<]:^D wrote:thank you GD - interesting that Magill says exactly what i criticised them for - her focusing on the free speech protection rather than whether calls for genocide were permissible
It's so clearly an argument that wouldn't be made if the genocide of any other ethnic minority group was being bellowed on campus by shrieking maniacs which is why even the New York Times of all newspapers was critical of how transparently obvious the faux support for free speech is and how weak the answers were.
I think the paywall kicked in on the previous link so
I've linked the no paywall link instead.Whilst it was a Republican politician doing the grilling, it thankfully didn't get polarising responses from the White House or Democrats who also were highly critical of the answers provided:
“It’s unbelievable that this needs to be said: Calls for genocide are monstrous and antithetical to everything we represent as a country,” said a White House spokesman, Andrew Bates.
Josh Shapiro, the Democratic governor of Pennsylvania, said he found the responses by Elizabeth Magill, Penn’s president, “unacceptable.”
Even the liberal academic Laurence Tribe found himself agreeing with Representative Elise Stefanik, Republican of New York, who sharply questioned Harvard’s president, Claudine Gay:
“I’m no fan of @RepStefanik but I’m with her here,” the Harvard law professor wrote on the social media site X. “Claudine Gay’s hesitant, formulaic, and bizarrely evasive answers were deeply troubling to me and many of my colleagues, students, and friends.”
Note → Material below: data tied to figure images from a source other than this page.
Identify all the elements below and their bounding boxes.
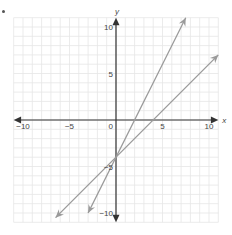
- y-tick-label: 5: [109, 70, 114, 79]
- y-tick-label: 10: [104, 23, 113, 32]
- y-tick-label: −5: [104, 163, 114, 172]
- y-axis-down-arrow-icon: [113, 215, 120, 222]
- x-tick-label: 10: [205, 122, 214, 131]
- x-tick-label: 5: [160, 122, 165, 131]
- y-axis-label: y: [114, 7, 120, 16]
- axes: [14, 18, 219, 223]
- plotted-lines: [56, 18, 219, 218]
- line-steep: [88, 18, 186, 213]
- x-axis-label: x: [221, 116, 227, 125]
- line-shallow: [56, 55, 219, 218]
- y-tick-label: −10: [99, 209, 113, 218]
- tick-labels: −10−50510105−5−10xy: [16, 7, 227, 218]
- x-tick-label: −10: [16, 122, 30, 131]
- x-tick-label: −5: [65, 122, 75, 131]
- coordinate-plane: −10−50510105−5−10xy: [0, 0, 232, 235]
- origin-label: 0: [109, 122, 114, 131]
- y-axis-up-arrow-icon: [113, 18, 120, 25]
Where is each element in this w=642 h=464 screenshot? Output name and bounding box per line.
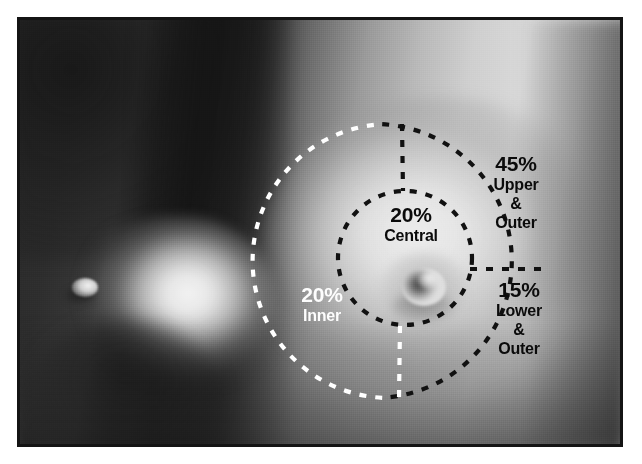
label-lower-outer-line3: Outer	[467, 341, 571, 358]
label-upper-outer: 45% Upper & Outer	[462, 153, 570, 232]
label-central-line1: Central	[361, 228, 461, 245]
label-inner-percent: 20%	[276, 284, 368, 306]
label-inner: 20% Inner	[276, 284, 368, 325]
label-central-percent: 20%	[361, 204, 461, 226]
label-lower-outer-line2: &	[467, 322, 571, 339]
label-upper-outer-line3: Outer	[462, 215, 570, 232]
label-upper-outer-line2: &	[462, 196, 570, 213]
label-lower-outer: 15% Lower & Outer	[467, 279, 571, 358]
label-inner-line1: Inner	[276, 308, 368, 325]
figure-root: 45% Upper & Outer 15% Lower & Outer 20% …	[0, 0, 642, 464]
label-upper-outer-line1: Upper	[462, 177, 570, 194]
label-upper-outer-percent: 45%	[462, 153, 570, 175]
label-central: 20% Central	[361, 204, 461, 245]
label-lower-outer-percent: 15%	[467, 279, 571, 301]
photo-frame: 45% Upper & Outer 15% Lower & Outer 20% …	[17, 17, 623, 447]
label-lower-outer-line1: Lower	[467, 303, 571, 320]
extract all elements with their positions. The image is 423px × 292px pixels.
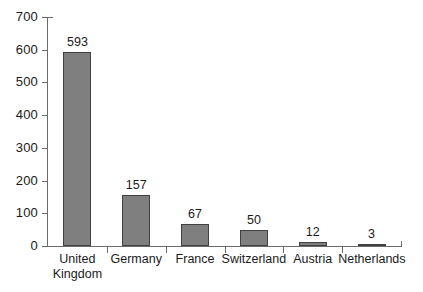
bar-value-label: 50 (247, 214, 261, 227)
x-axis-tick (283, 247, 284, 253)
bar-value-label: 157 (126, 179, 147, 192)
plot-area: 5931576750123 (48, 17, 401, 246)
y-axis-tick (42, 181, 48, 182)
y-axis-tick (42, 50, 48, 51)
bar[interactable] (299, 242, 327, 246)
x-axis-category-label: Netherlands (338, 252, 405, 267)
x-axis-category-label: United Kingdom (44, 252, 111, 281)
bar[interactable] (122, 195, 150, 246)
y-axis-tick (42, 148, 48, 149)
y-axis-tick-label: 200 (2, 174, 38, 187)
bar[interactable] (240, 230, 268, 246)
bar-chart: 7006005004003002001000 5931576750123 Uni… (0, 0, 423, 292)
y-axis-tick (42, 82, 48, 83)
bar-slot: 12 (283, 17, 342, 246)
x-axis-tick (107, 247, 108, 253)
bar-slot: 3 (342, 17, 401, 246)
x-axis-end-tick (401, 241, 402, 247)
bar-slot: 67 (166, 17, 225, 246)
x-axis-category-labels: United KingdomGermanyFranceSwitzerlandAu… (48, 252, 401, 292)
x-axis-category-label: France (162, 252, 229, 267)
bar[interactable] (63, 52, 91, 246)
bar[interactable] (358, 244, 386, 246)
x-axis-category-label: Germany (103, 252, 170, 267)
y-axis-tick-label: 500 (2, 75, 38, 88)
x-axis-tick (225, 247, 226, 253)
y-axis-tick (42, 213, 48, 214)
bar-value-label: 67 (188, 208, 202, 221)
x-axis-category-label: Austria (279, 252, 346, 267)
y-axis-tick-label: 600 (2, 43, 38, 56)
bar-value-label: 12 (306, 226, 320, 239)
bar-value-label: 3 (368, 228, 375, 241)
y-axis-tick (42, 115, 48, 116)
bar[interactable] (181, 224, 209, 246)
bar-slot: 593 (48, 17, 107, 246)
y-axis-tick-label: 400 (2, 108, 38, 121)
y-axis-labels: 7006005004003002001000 (0, 0, 38, 292)
bar-value-label: 593 (67, 36, 88, 49)
y-axis-tick-label: 0 (2, 239, 38, 252)
x-axis-tick (166, 247, 167, 253)
x-axis-tick (342, 247, 343, 253)
x-axis-category-label: Switzerland (221, 252, 288, 267)
y-axis-tick-label: 100 (2, 206, 38, 219)
y-axis-tick (42, 17, 48, 18)
y-axis-tick-label: 700 (2, 10, 38, 23)
bar-slot: 50 (225, 17, 284, 246)
y-axis-tick (42, 246, 48, 247)
bar-slot: 157 (107, 17, 166, 246)
y-axis-tick-label: 300 (2, 141, 38, 154)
“It should not be hard to condemn genocide, genocide against Jews, genocide against anyone else,” Governor Shapiro said on Wednesday in a meeting with reporters. “I’ve said many times, leaders have a responsibility to speak and act with moral clarity, and Liz Magill failed to meet that simple test.”
“There should be no nuance to that — she needed to give a one-word answer,” he added.
By Wednesday afternoon, a petition calling for Ms. Magill’s resignation had grown to more than 3,000 signatures. Marc Rowan, the chief of Apollo Global Management and the board chair at the Wharton School of Business at Penn, asked the board of trustees to rescind their support for Ms. Magill.
“How much damage to our reputation are we willing to accept?” he wrote in a letter to the trustees.
Governor Shapiro, who is a nonvoting member of Penn’s board, urged the trustees to meet soon. University sources, speaking on background, said that efforts were underway to hold a board meeting by phone this week. The university did not respond immediately to a request for comment.
Senator Bob Casey, Democrat of Pennsylvania, did not mince words. “President Magill’s comments yesterday were offensive, but equally offensive was what she didn’t say,” he said in a statement. “The right to free speech is fundamental, but calling for the genocide of Jews is antisemitic and harassment, full stop.”
Senator John Fetterman, a Pennsylvania Democrat, described the testimony as “a significant fail.”
“There is no ‘both sides-ism’ and it isn’t ‘free speech,’ it’s simply hate speech,” he said in a statement. “It was embarrassing for a venerable Pennsylvania university, and it should be reflexive for leaders to condemn antisemitism and stand up for the Jewish community or any community facing this kind of invective.”